In Germany, the independence of the judiciary may be less safe as one might think, according to some. On the occasion of the recent judgment of the ECJ in the matter of German public prosecutors and EU arrest warrants, THOMAS GROSS demands to reduce the political influence on the appointment of judges and thus to improve the constitutional resilience of Germany.
The German debate about the introduction of a basic pension threatens to be stifled by constitutional objections of questionable merit, and ASTRID WALLRABENSTEIN is doing her best to provide it with some oxygen.
LAURA DEREJE joins the discussion about Youtube stars blamed by CDU chairwoman Annegret Kramp-Karrenbauer for wielding unregulated “opinion-making power” in Germany, and calls for some minimum standards of diligence for “amateur journalists”.
KONRAD LACHMAYER and LUKAS WIESER map the uncharted constitutional territory entered by Austrian politics with the fall of Chancellor Kurz and the formation of a temporary expert government.
DENNIS-KENJI KIPKER analyses the German government considerations as to how to answer to a cyber attack from abroad, and BENJAMIN DERIN does the same with the cabinet plans to curtail the criminal procedural rights of accused persons and defenders.
Elsewhere
EMIL W. LORENZ examines whether the Speaker of the German Bundestag was entitled to reprimand an AfD MP for his attacks against the head of state.
JULIAN CLARENNE criticises the failure of the ECtHR to problematise the competence of parliamentary committees to resolve post-electoral conflicts in a Belgian case.
LYNDA COLLINS demands that environmental sustainability should be recognized as an unwritten constitutional principle in Canada.
BENJAMIN FARGEAUD asks whether it serves parliamentarianism well in France to hand over a right-wing extremist denying the Holocaust at a parliamentary hearing to the judiciary.
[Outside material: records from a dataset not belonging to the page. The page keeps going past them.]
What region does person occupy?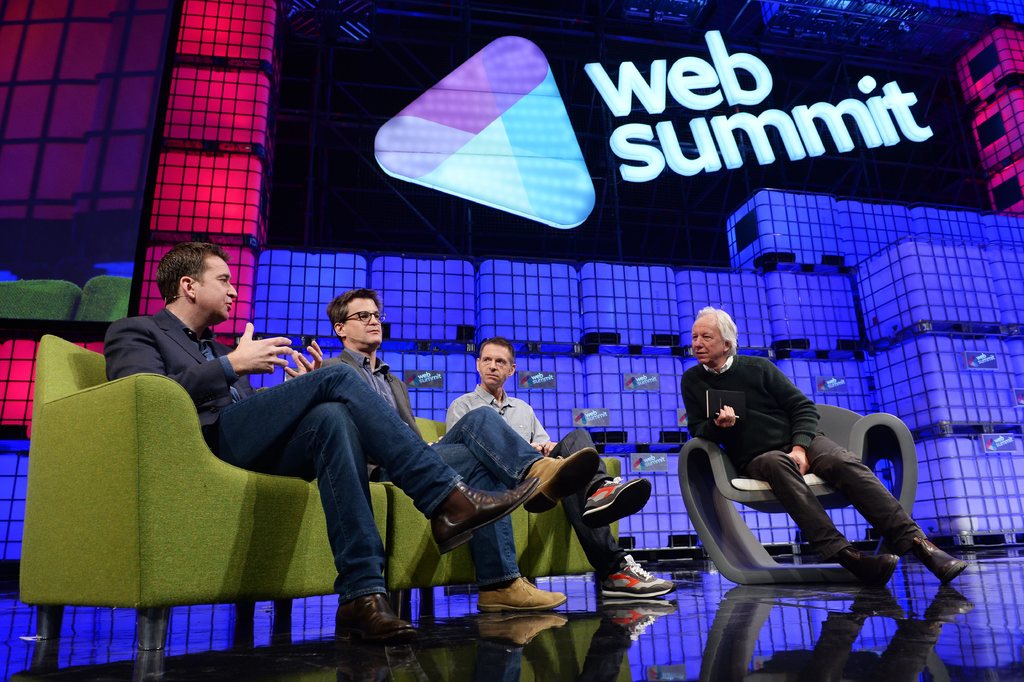
104, 242, 540, 634.
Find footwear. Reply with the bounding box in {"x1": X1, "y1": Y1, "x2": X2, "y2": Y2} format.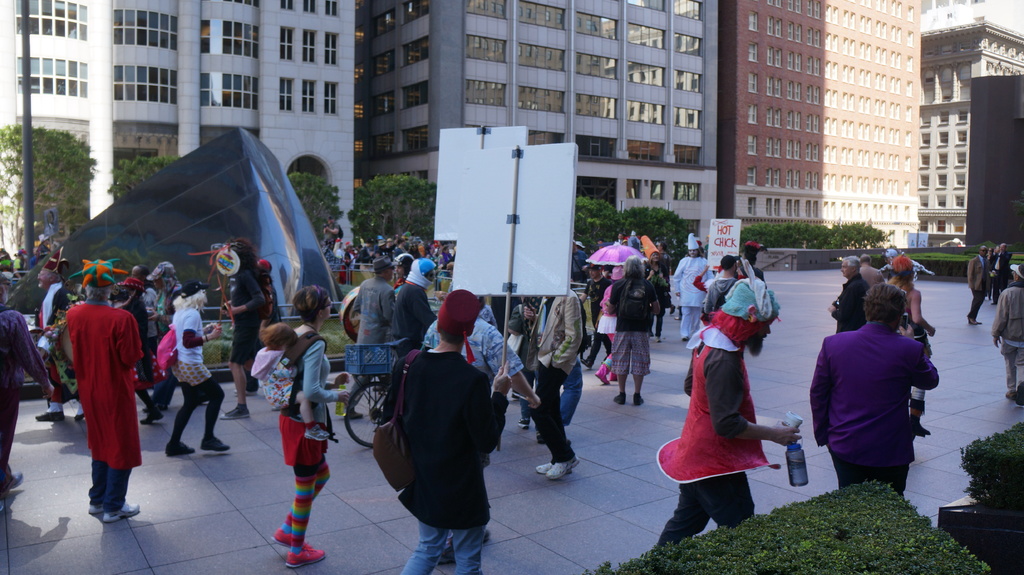
{"x1": 283, "y1": 539, "x2": 328, "y2": 571}.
JOHN T. NELSON is not convinced that Julian Assange will be extradited to the USA.
THOMAS E. KELLOGG is concerned about plans in Hong Kong to facilitate extradition to China.
So much for this week. By the way, in case you wonder why you receive this notice later than usual: on the way back from Florence my sleeper train, already two and a half hours late, came to an unscheduled halt in a hamlet called Tittmoning-Wiesmühl and didn’t go any further; I have spent the rest of Saturday making my way back to Berlin from that untrodden spot of Bavarian idyllic rurality. It’s now half past six in the evening, I am somewhere between Bamberg and Erfurt after another train broke down in Upper Franconia (isn’t that just my luck), I have stopped counting the train changes and haven’t eaten anything all day except for a Leberkässemmel at Munich Central Station and yet I am still firmly convinced that it should be possible to take a train from A to B in Germany.
All the best for you, and take care,
Max Steinbeis
A previous version of this editorial contained a factual error about a right-wing extremist background to Gdansk Mayor Adamowicz’s murder which has been corrected.
Some toe curling examples of oppression and injustice here. Meanwhile in the U.K. we are drowning/ suffocating in the
stupidity and incompetence of government using the rhetoric of Goebbels to push disaster capitalism through. We have sent the EP a good selection of Brexiters who by definition do not uphold EU values and ethos yet profit hugely personally from being there. Our 2016 referendum was proven to be illegal but this fact is not being given oxygen by the British press. Neither has the source of dark money from foreign sources been investigated by police. Is there anything in the toolbox to save us?